How to Draw Glasses on a Face Side Profile View Easy Step by Step Drawing Tutorial for Beginners

How To Draw Glasses Step By Step 👓 Glasses Drawing Easy

How To Draw Glasses Step By Step 👓 Glasses Drawing Easy

How to Draw Cute Eyeglasses Easy for Kids

How to Draw Cute Eyeglasses Easy for Kids

How to Draw Glasses Easy | Drawing for Begginers

How to Draw Glasses Easy | Drawing for Begginers

Facts about portrait drawing and facial proportions

👓 Eyeglasses are easiest to sketch using simple shapes—circles, ovals, rectangles, or rounded squares are common base shapes.

🎨 Cartoonists often give characters glasses to show personality—smart, shy, quirky, or stylish—without changing the face.

🎯 For natural placement, line up the centers of the lenses with the pupils and rest the bridge on the nose’s centerline.

📏 A helpful rule for faces: the distance between the eyes is roughly one eye-width, great for sizing and centering frames.

🌓 Adding a tiny shadow under the frames and darker edges on lenses makes glasses look three-dimensional and 'sit' on the face.

How do you draw glasses on a face step-by-step?
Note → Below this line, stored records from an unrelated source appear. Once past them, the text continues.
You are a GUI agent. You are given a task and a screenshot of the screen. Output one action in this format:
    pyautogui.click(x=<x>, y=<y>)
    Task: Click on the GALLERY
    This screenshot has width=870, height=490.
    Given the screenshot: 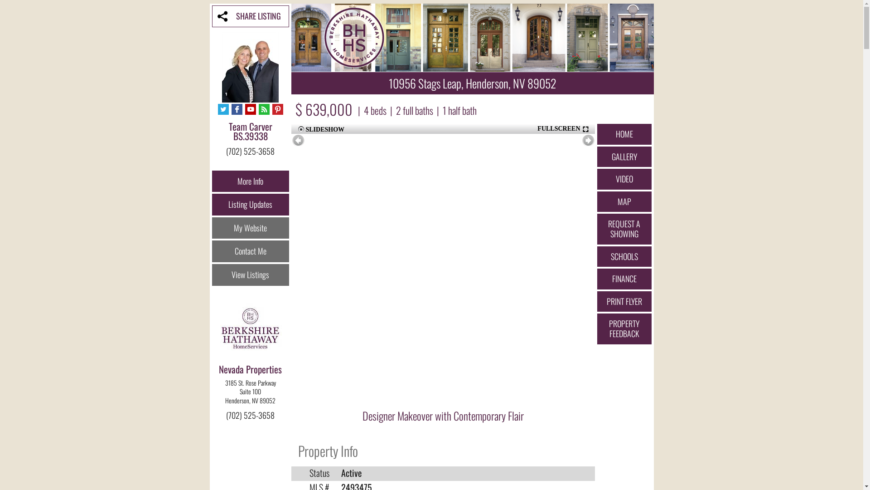 What is the action you would take?
    pyautogui.click(x=625, y=157)
    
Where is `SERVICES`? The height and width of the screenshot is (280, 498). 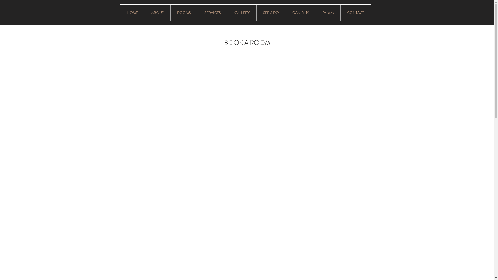
SERVICES is located at coordinates (213, 13).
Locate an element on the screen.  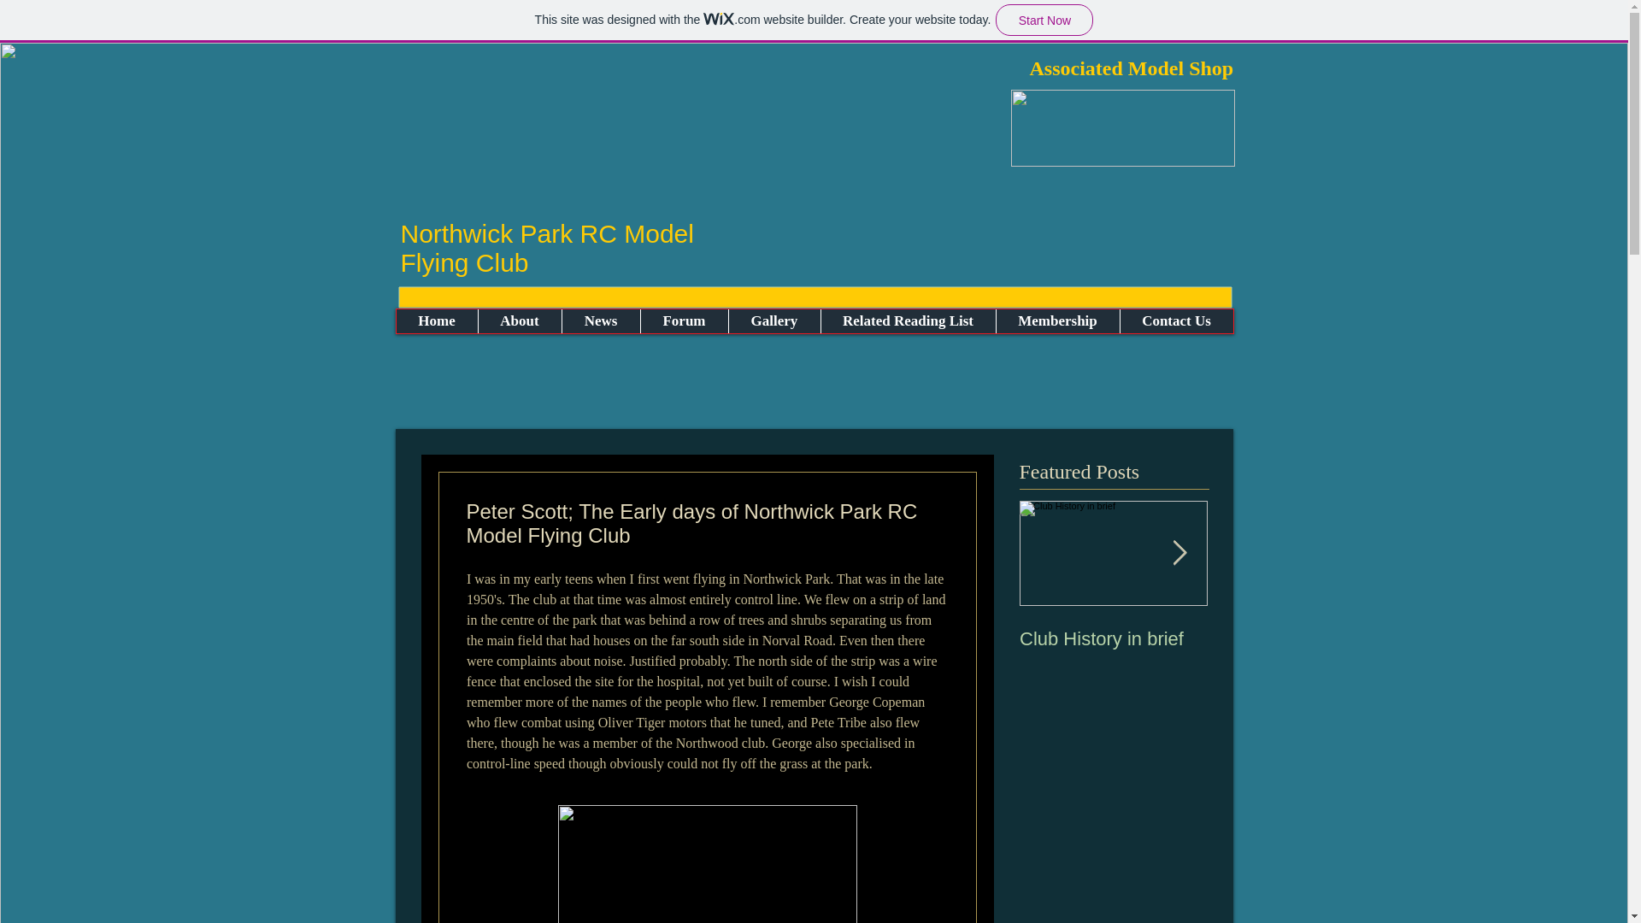
Forum is located at coordinates (683, 320).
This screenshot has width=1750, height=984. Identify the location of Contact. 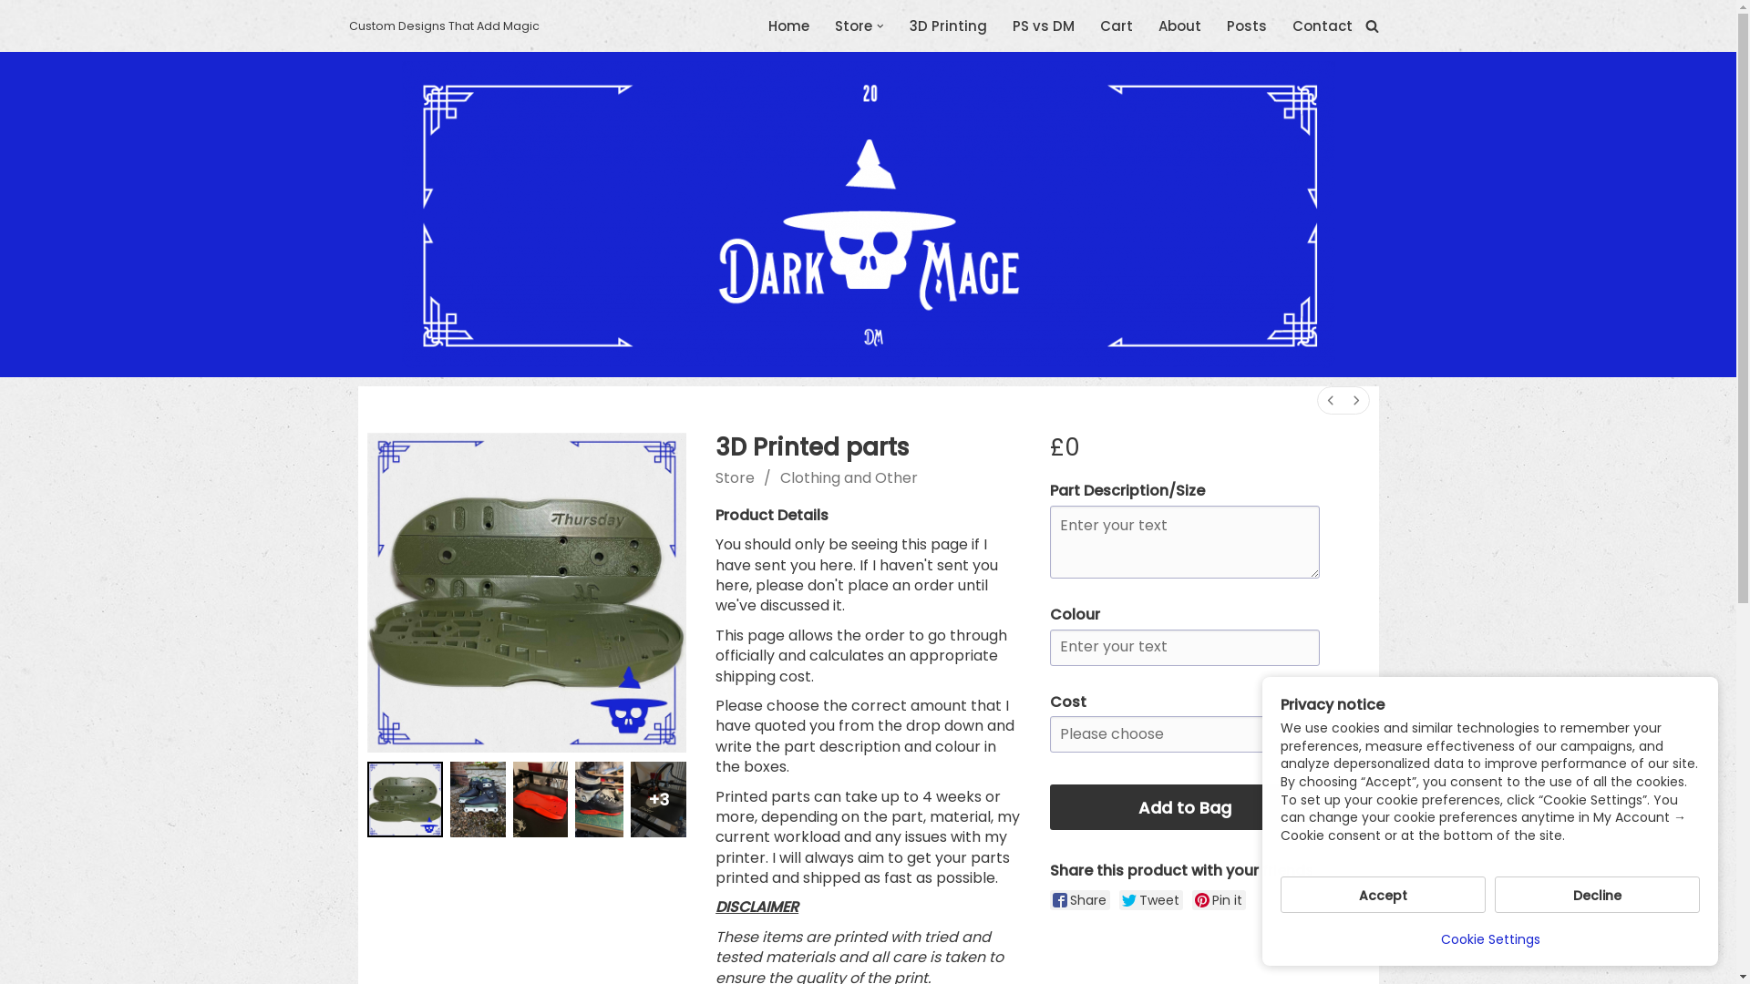
(1322, 26).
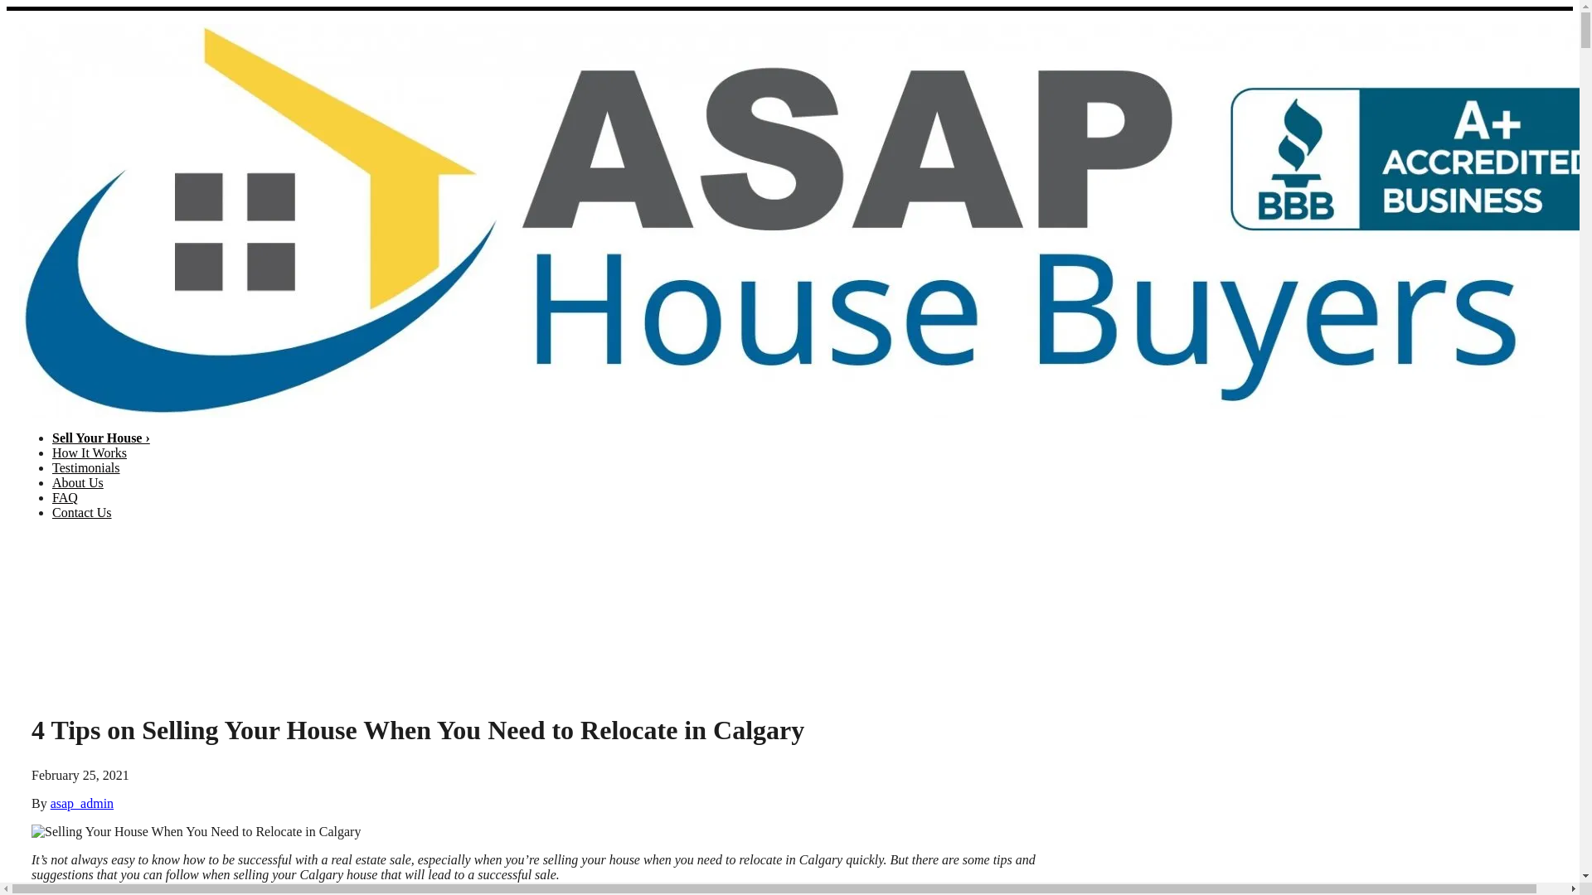  Describe the element at coordinates (82, 512) in the screenshot. I see `Contact Us` at that location.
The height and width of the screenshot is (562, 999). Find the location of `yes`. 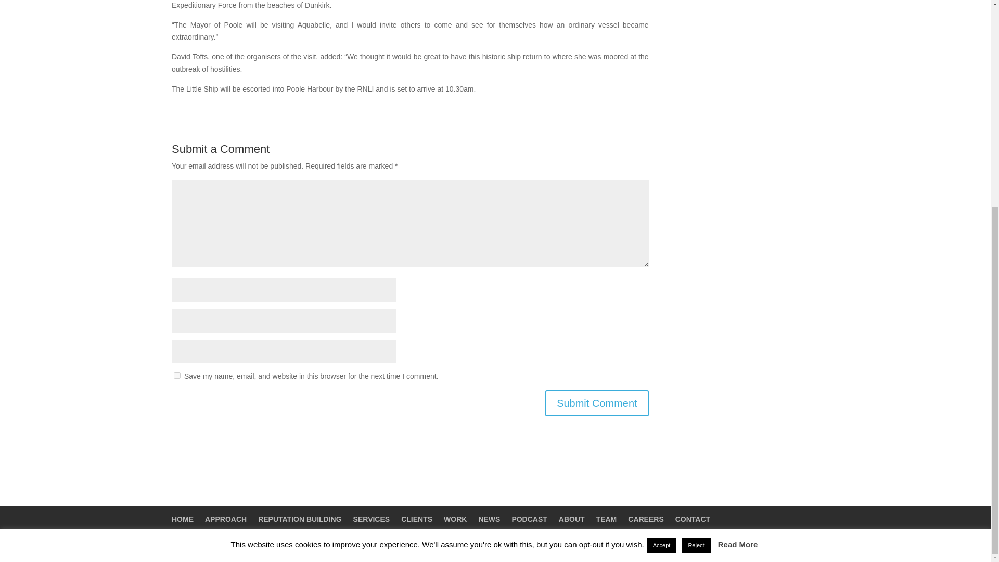

yes is located at coordinates (177, 375).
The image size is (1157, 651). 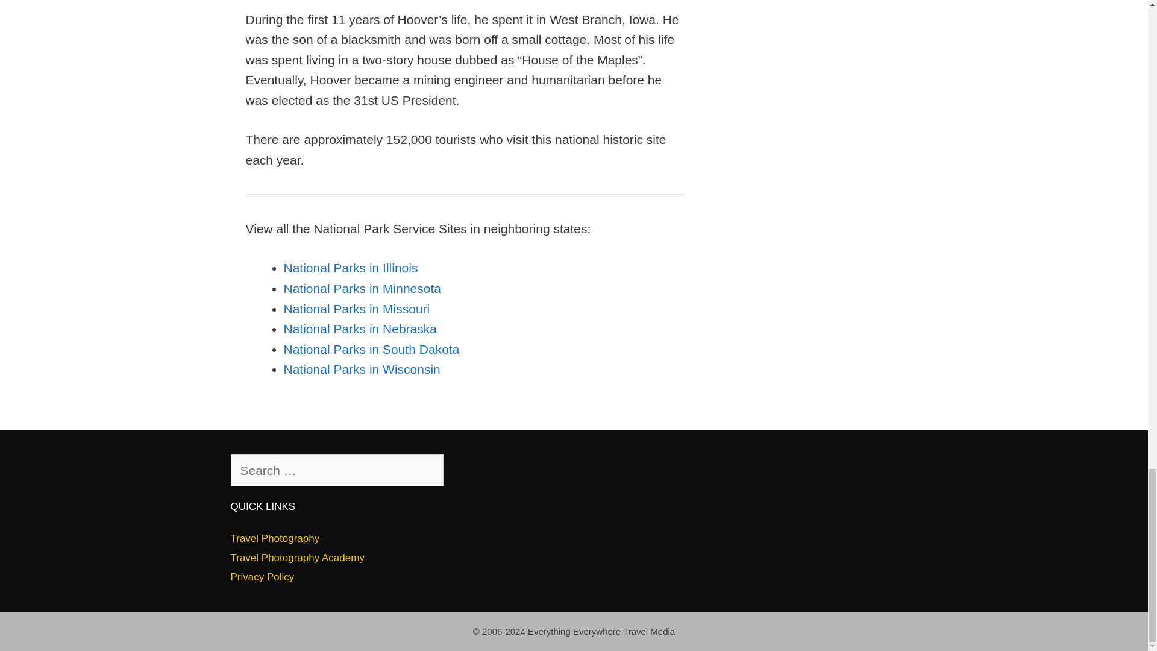 What do you see at coordinates (356, 309) in the screenshot?
I see `National Parks in Missouri` at bounding box center [356, 309].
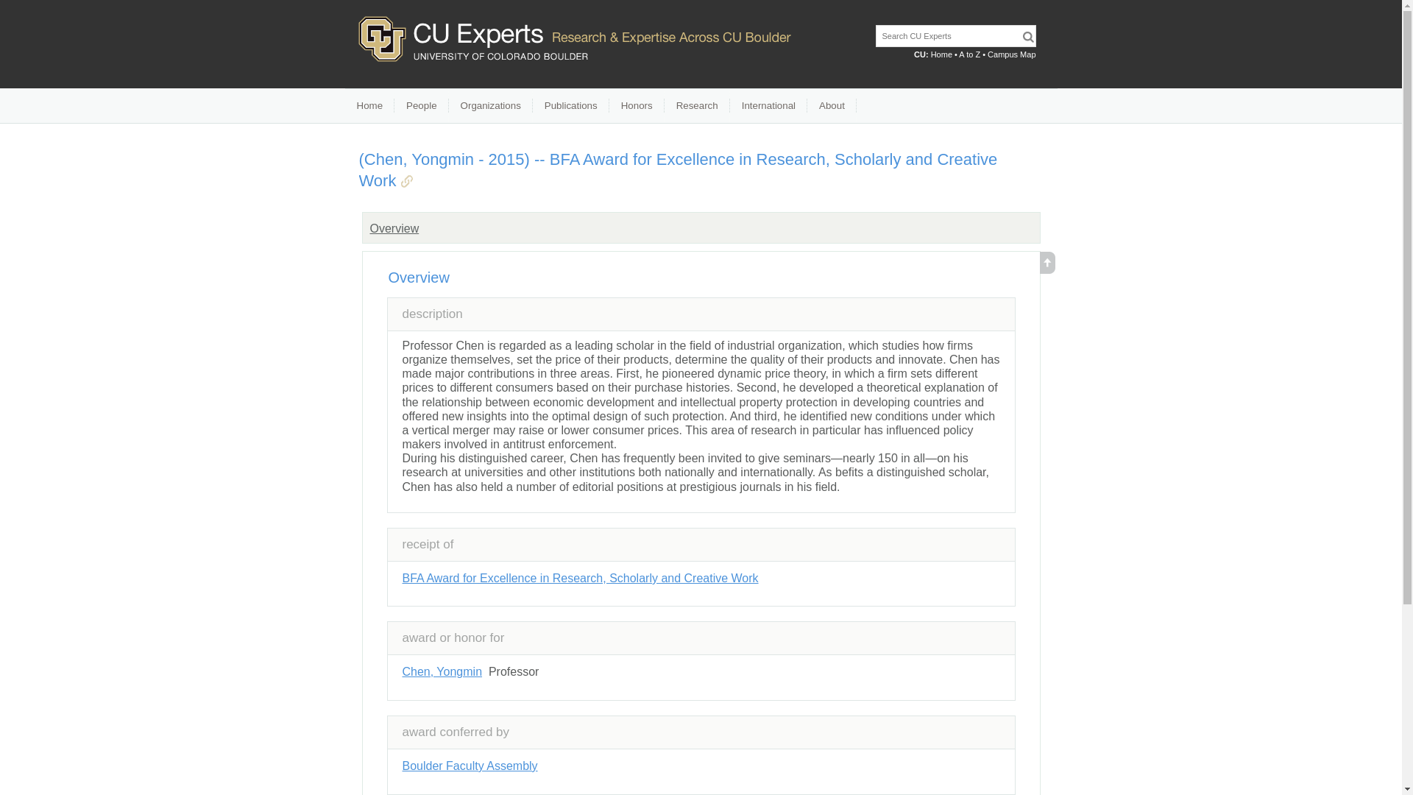 Image resolution: width=1413 pixels, height=795 pixels. Describe the element at coordinates (421, 106) in the screenshot. I see `menu item` at that location.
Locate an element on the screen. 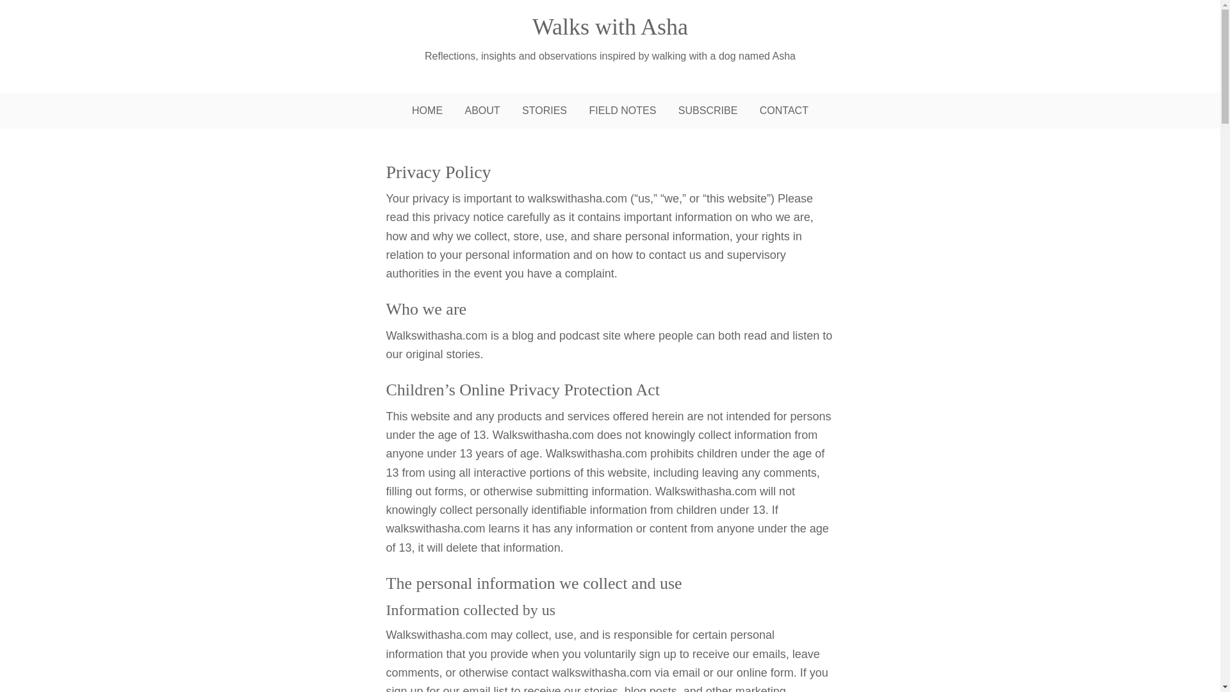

Start by sketching an oval face and a light center line to place features. Mark eye positions and draw two ovals or rectangles for lenses aligned with the eyes. Add a small bridge between the lenses and thin curves for the frame rims. Extend straight or curved temples toward the ears. Erase guidelines, darken lines, then add simple shading under the frames and a highlight on lenses to suggest depth.

What materials do I need to draw glasses on a face?

You'll need a pencil for light guidelines, a softer pencil or pen for final lines, a good eraser, and paper. Optional tools: a ruler for symmetry, colored pencils or markers for frame color, a blending stump or tissue for shading, and reference photos showing different glasses styles. For younger kids, thick crayons or washable markers work well instead of delicate pencils.

What ages is this drawing activity suitable for?

This activity suits children roughly aged 4–12, with adjustments. Ages 4–6 can trace simple oval frames and practice placement using stickers for eyes. Ages 7–9 can follow proportions, draw different lens shapes, and try basic shading. Ages 10–12 can refine lines, add realistic reflections and varied frame styles. Always match complexity to the child’s motor skills and patience.

What are the benefits and safety tips for drawing glasses on a face?

Drawing glasses helps observation, proportion skills, hand–eye coordination, and confidence. It teaches facial proportions, symmetry, and subtle shading for depth. For variations try different lens shapes—round, square, aviator—add colored frames, or draw reflections and shadows for realism. Safety: keep sharpeners and small tools out of reach, supervise younger children, and use non-toxic art supplies.